Architectures of Colonialism Constructed Histories, Conflicting Memories

International Online Conference, 16 to 19 June 2021 BTU Cottbus-Senftenberg

18 June 2021 16:50 Whose Heritage?

Colonial-Era Architecture of the Colonized in Early 20th-Century Cameroon

Mark Dike DeLancey (DePaul University)

Architectural history in Africa during the colonial period has focused largely on works created by European colonizers, and only rarely on how Africans adapted or responded to these new forms. Increasing interest in recent years in colonial, and more recently post-colonial, architecture in Africa has led to the impression that 20th-century architecture on that continent is for the most part a European story. The Palace of King Njoya, constructed 1917–1922, provides an example of how enterprising rulers in the Cameroon Grassfields sought to engage with modernity through emulation of colonial models, while also introducing strategic variations to this architecture. According to myth, this palace was created to imitate the German governor’s palace after King Njoya visited it in 1907. Yet focusing on the emulation of European architecture has blinded architectural historians to the full range of references in this extraordinary work, which combines the colonial with local Bamum forms and others adopted from the Islamic polities to the north. The air of inauthenticity disqualified this work for serious scholarly consideration; only that which preceded the colonial, or which seemingly denied the colonial, was worthy of attention.

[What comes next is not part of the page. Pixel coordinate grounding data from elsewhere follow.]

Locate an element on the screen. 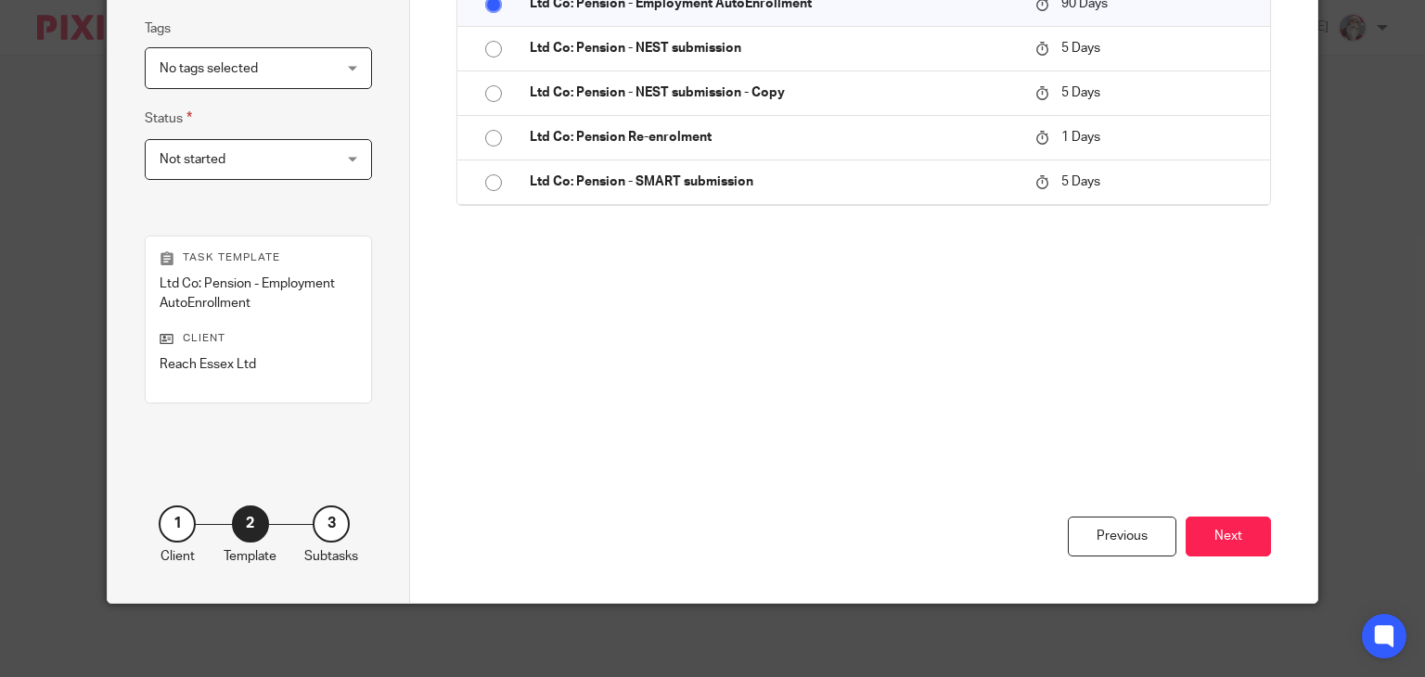 The height and width of the screenshot is (677, 1425). label: Tags is located at coordinates (158, 29).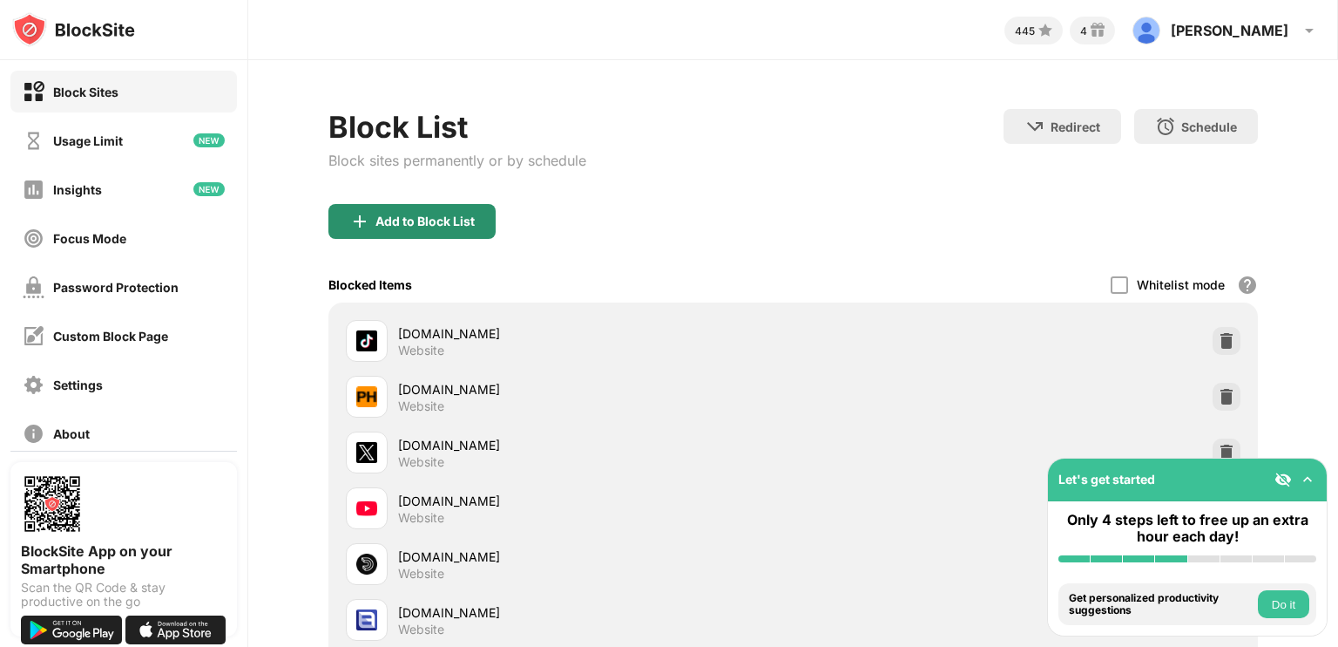 The width and height of the screenshot is (1338, 647). What do you see at coordinates (124, 594) in the screenshot?
I see `div: Scan the QR Code & stay productive on the go` at bounding box center [124, 594].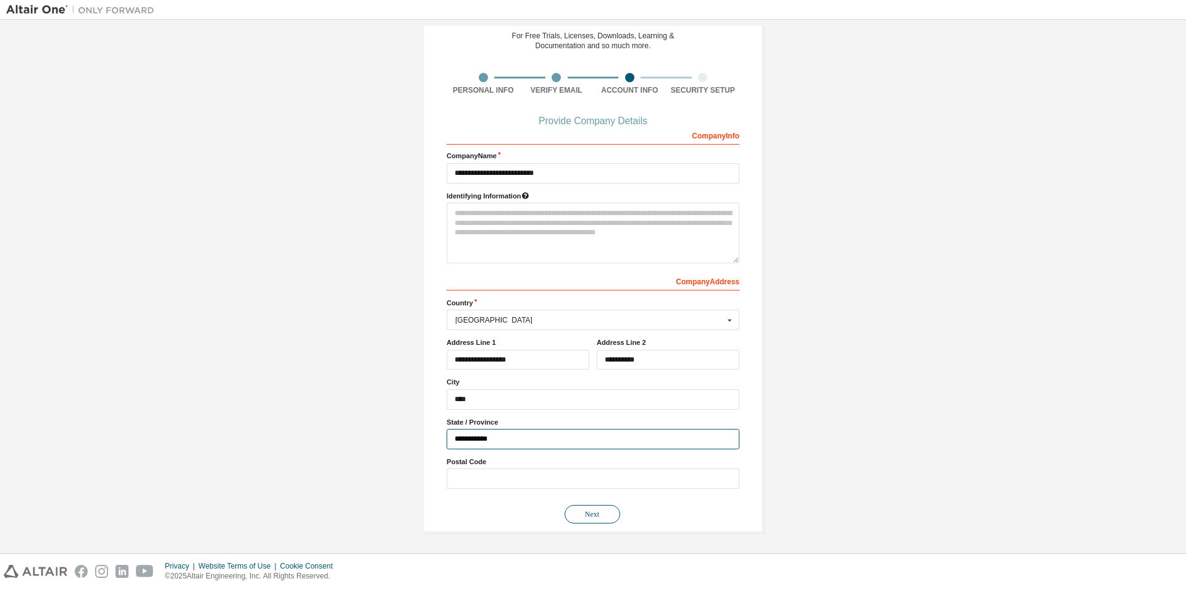  What do you see at coordinates (483, 90) in the screenshot?
I see `div: Personal Info` at bounding box center [483, 90].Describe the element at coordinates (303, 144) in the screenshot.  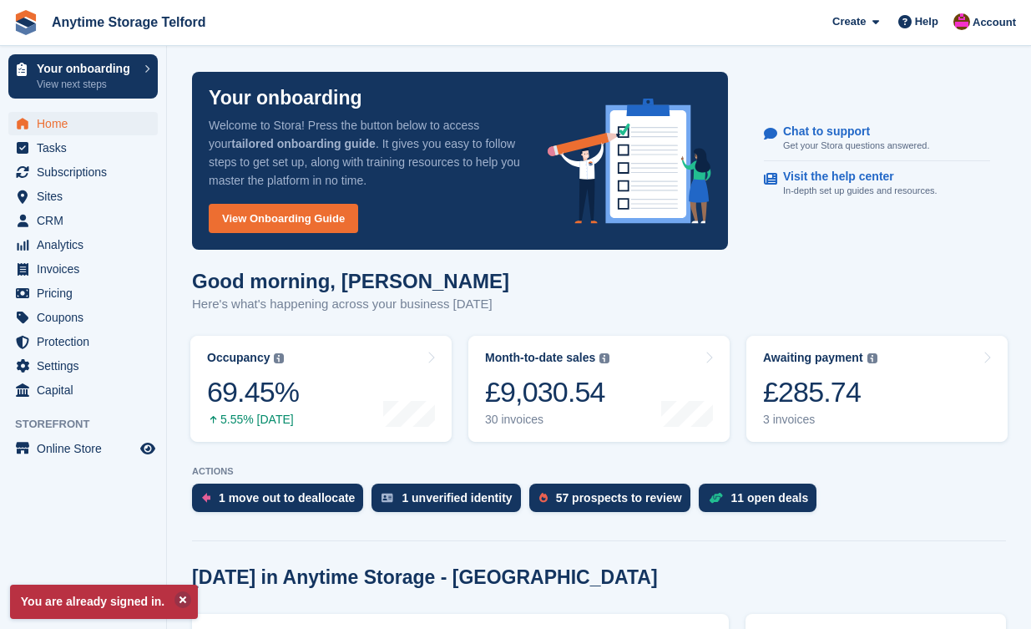
I see `strong: tailored onboarding guide` at that location.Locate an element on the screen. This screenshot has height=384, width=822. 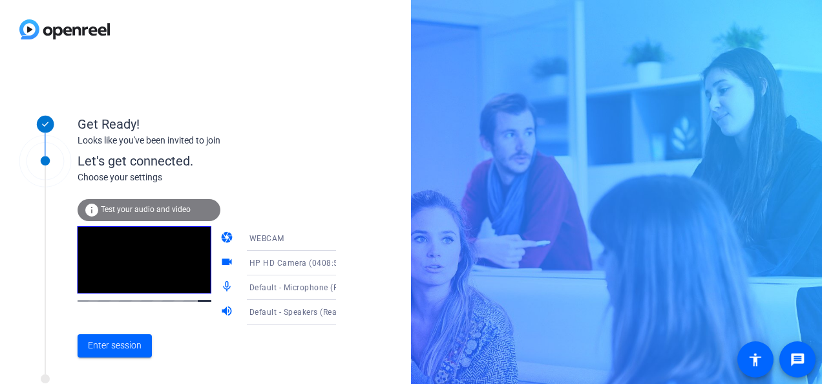
div: Get Ready! is located at coordinates (207, 124).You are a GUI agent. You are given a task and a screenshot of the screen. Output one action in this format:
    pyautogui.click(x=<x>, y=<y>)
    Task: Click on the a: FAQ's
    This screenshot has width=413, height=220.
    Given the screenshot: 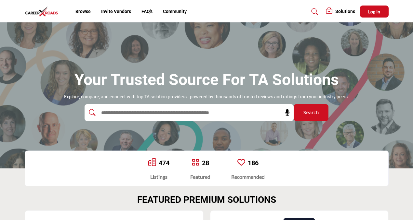 What is the action you would take?
    pyautogui.click(x=147, y=11)
    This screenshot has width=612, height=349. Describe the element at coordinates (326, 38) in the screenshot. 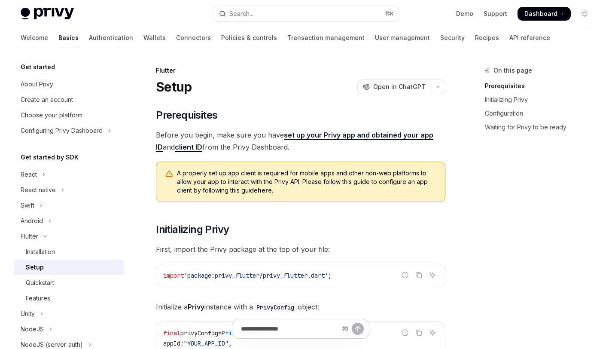

I see `a: Transaction management` at that location.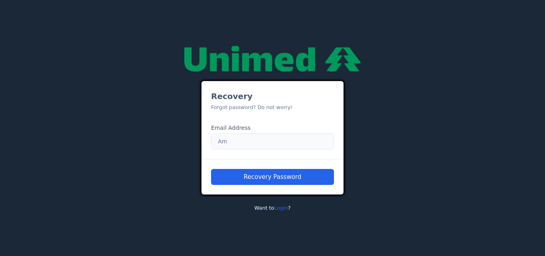 Image resolution: width=545 pixels, height=256 pixels. I want to click on input: Enter your email, so click(272, 141).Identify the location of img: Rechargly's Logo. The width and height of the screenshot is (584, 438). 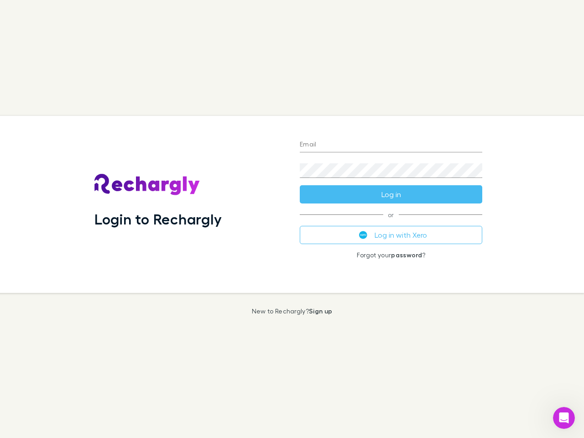
(147, 185).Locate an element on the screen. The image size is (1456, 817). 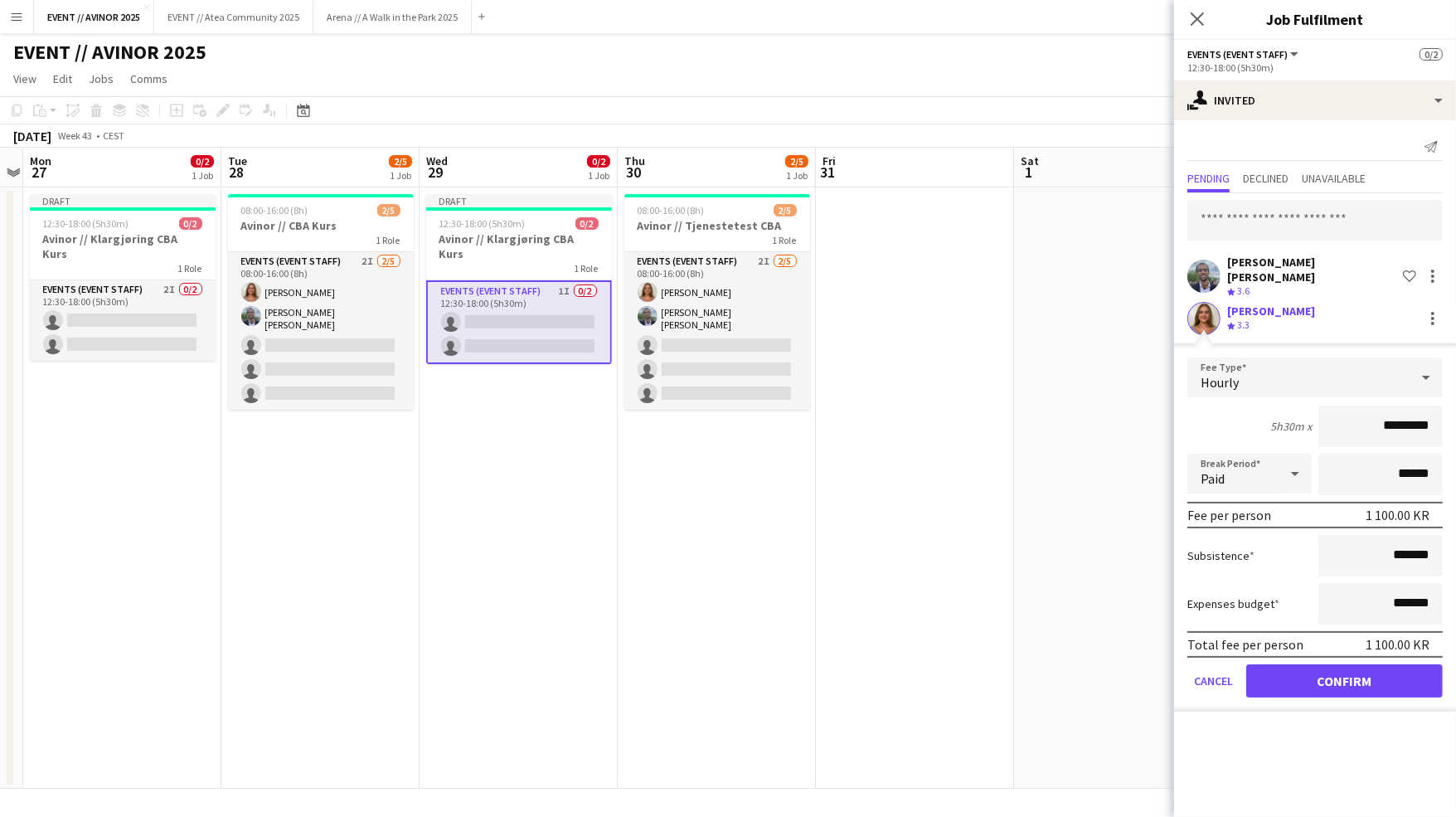
span: 30 is located at coordinates (633, 172).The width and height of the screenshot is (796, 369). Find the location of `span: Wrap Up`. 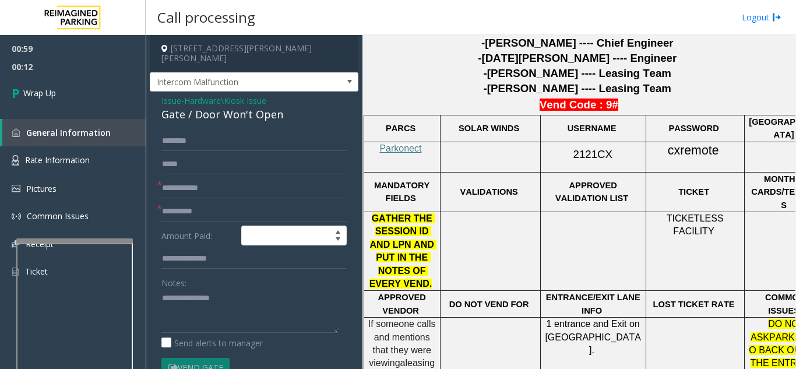

span: Wrap Up is located at coordinates (40, 93).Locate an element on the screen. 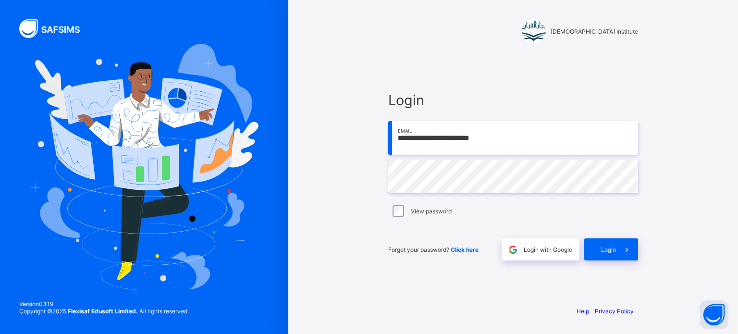  button: Open asap is located at coordinates (714, 315).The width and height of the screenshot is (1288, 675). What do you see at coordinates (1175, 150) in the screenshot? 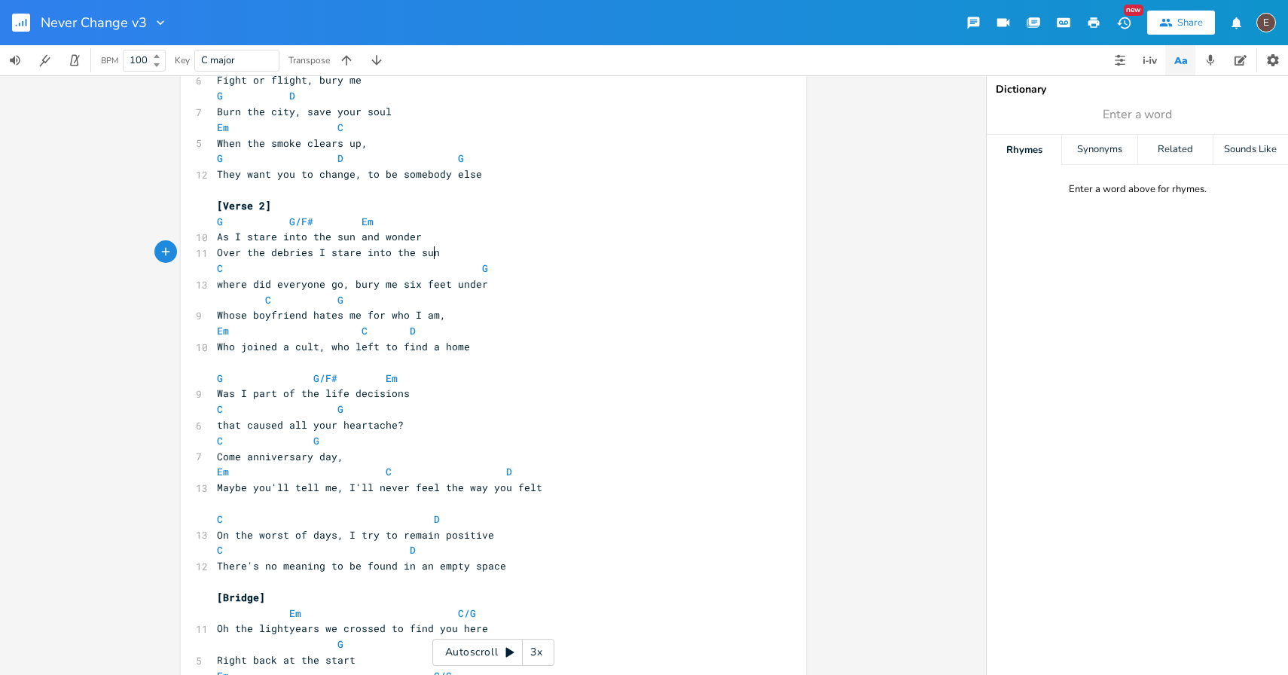
I see `div: Related` at bounding box center [1175, 150].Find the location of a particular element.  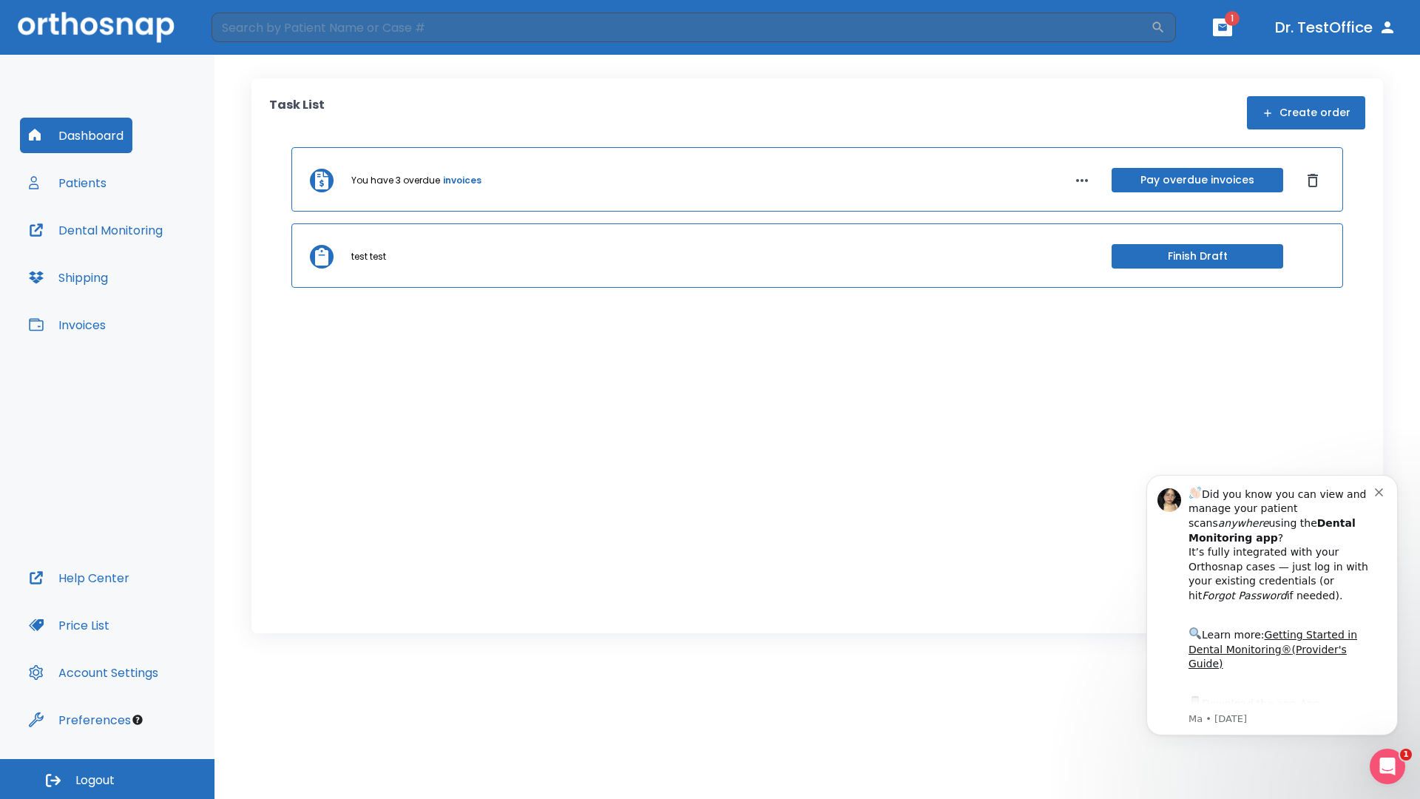

button: Patients is located at coordinates (67, 183).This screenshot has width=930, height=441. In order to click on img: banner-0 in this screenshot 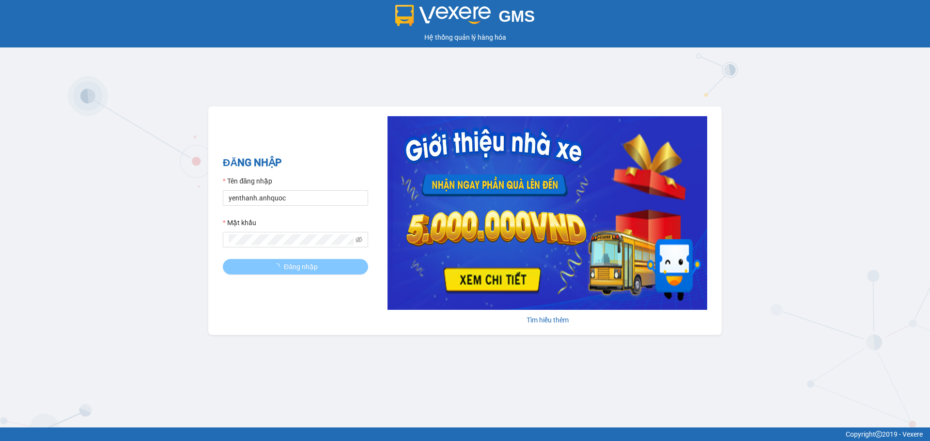, I will do `click(548, 213)`.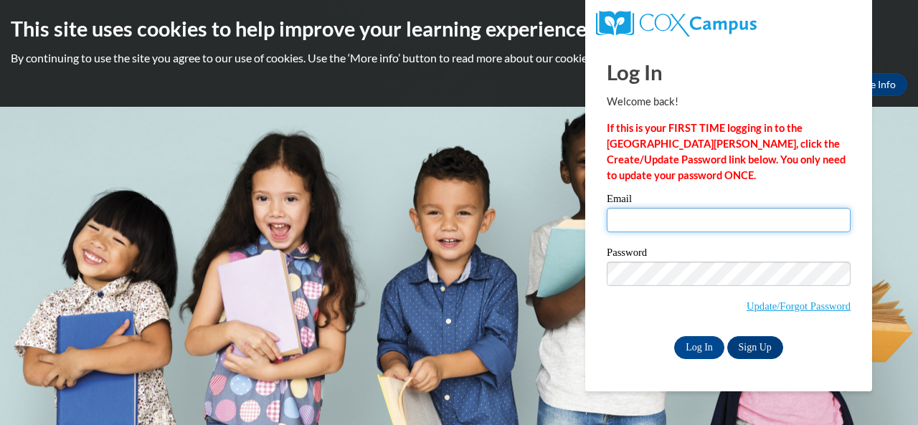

I wish to consider this palace explicitly as a politically astute and carefully considered response by King Njoya to the colonial situation. Drawing upon precolonial practices of royal innovation and competition, King Njoya’s palace inspired other rulers to create a host of similar palaces, leading to the conclusion that rulers were looking to each other as much as, or even more than, the colonial centre. Ultimately, this paper aims to decentre the colonizer from the history of architectural construction and creativity in the Cameroon Grassfields during the colonial era.

Mark Dike DeLancey is Professor and Chair of History of Art and Architecture at DePaul University. He received his BA in combined studio art/art history from Oberlin College in 1996, and his PhD in History of Art and Architecture from Harvard University in 2004. His research is focused on palace architecture in Cameroon, and more recently on calligraphy, contemporary art, and manuscripts in Mauritania. He is the author of Conquest and Construction: Palace Architecture in Northern Cameroon (Brill, 2016), co-author of the last three editions of Historical Dictionary of the Republic of Cameroon (Rowman & Littlefield, 2019, 2010, 2000) and has published articles in the Journal of the Society of Architectural Historians, Cahiers d’études africaines, The Oxford Research Encyclopedia of African History, and Islamic Africa.